Work task
With the pictures omitted, please transcribe exactly the lines beginning at the one that contains "Identify the location of breadcrumb-top: ‹" and ending with the last line of the records below.
◆ ◆ ◆
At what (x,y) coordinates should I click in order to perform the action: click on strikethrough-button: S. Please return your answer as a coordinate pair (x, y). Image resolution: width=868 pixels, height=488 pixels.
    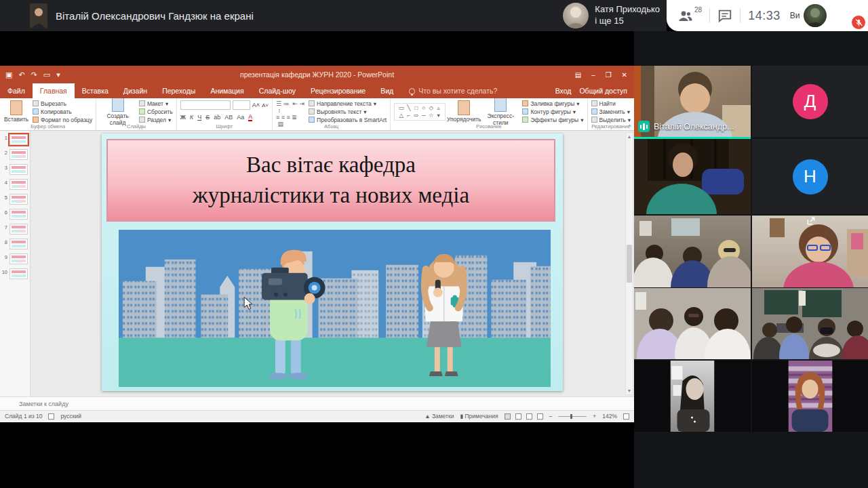
    Looking at the image, I should click on (208, 117).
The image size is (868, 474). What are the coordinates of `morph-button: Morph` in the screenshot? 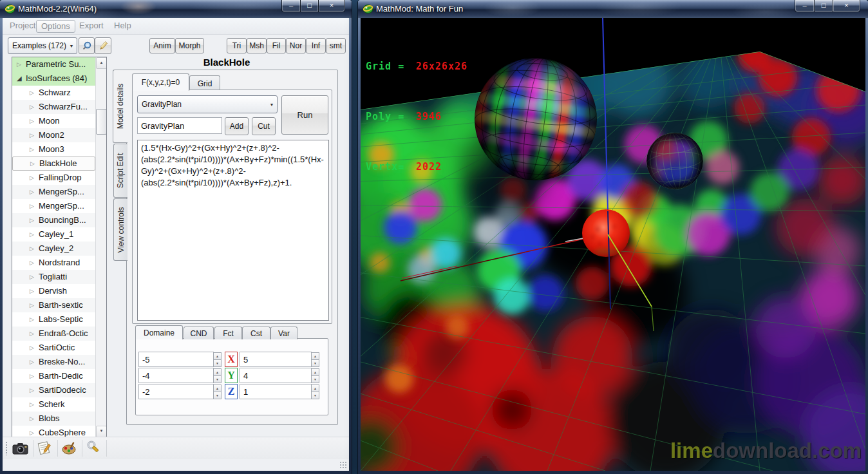 It's located at (189, 46).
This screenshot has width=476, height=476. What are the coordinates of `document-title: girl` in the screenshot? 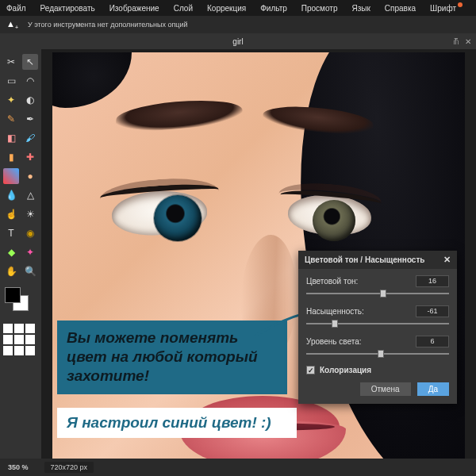 It's located at (238, 41).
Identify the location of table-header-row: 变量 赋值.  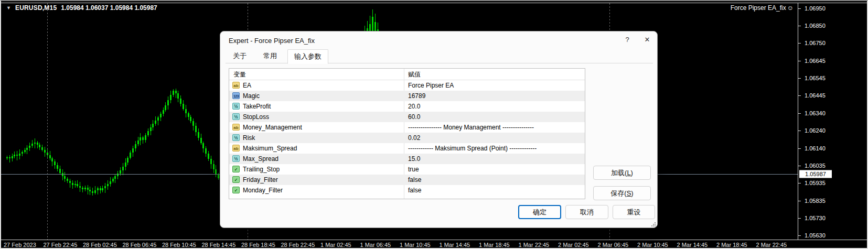
(407, 74).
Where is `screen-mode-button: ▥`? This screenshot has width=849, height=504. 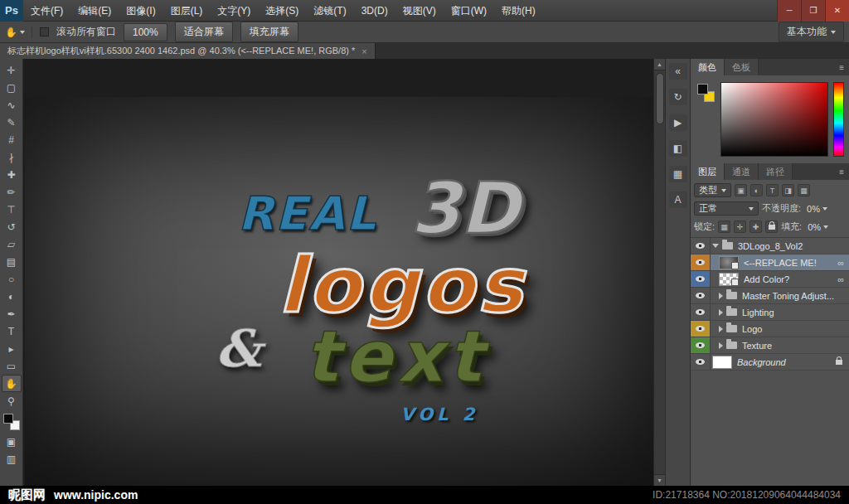
screen-mode-button: ▥ is located at coordinates (12, 459).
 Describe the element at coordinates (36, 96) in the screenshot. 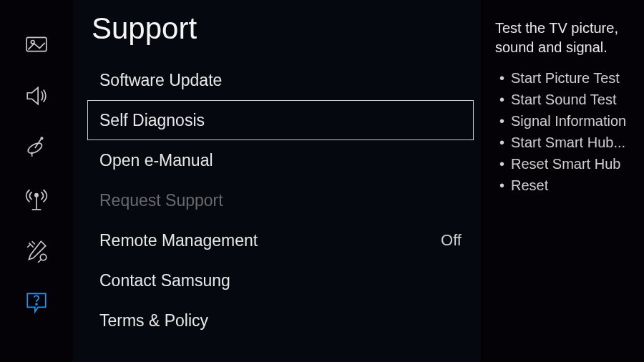

I see `sound-icon` at that location.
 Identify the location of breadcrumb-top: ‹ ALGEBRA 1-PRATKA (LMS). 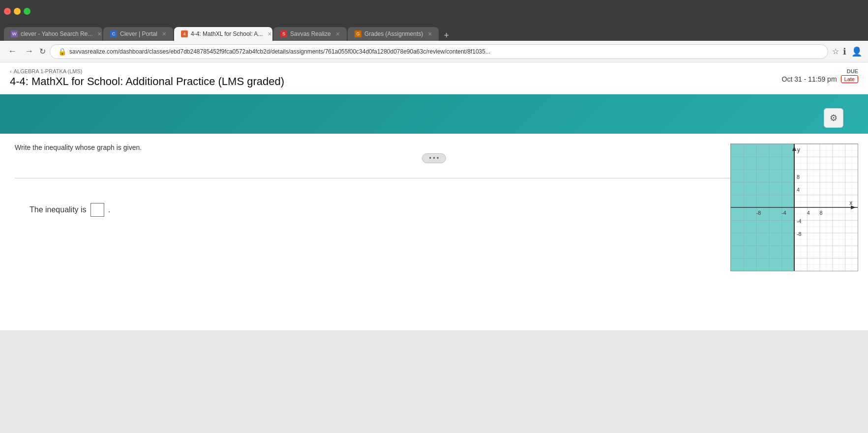
(147, 71).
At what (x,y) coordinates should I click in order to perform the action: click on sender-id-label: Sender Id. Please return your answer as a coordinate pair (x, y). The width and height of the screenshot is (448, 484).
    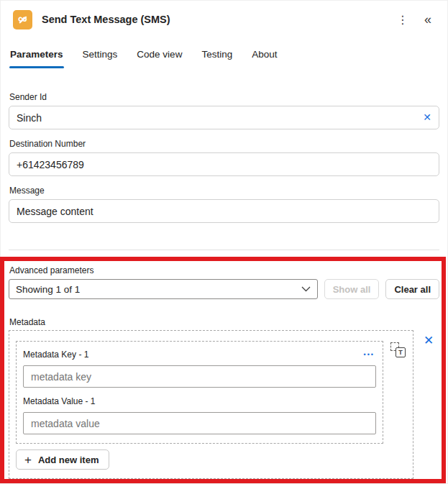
◆ ◆ ◆
Answer space
 Identify the location of breadcrumb-top: ‹ ALGEBRA 1-PRATKA (LMS). 
(147, 71).
At what (x,y) coordinates should I click in order to perform the action: click on sender-id-label: Sender Id. Please return your answer as a coordinate pair (x, y). The width and height of the screenshot is (448, 484).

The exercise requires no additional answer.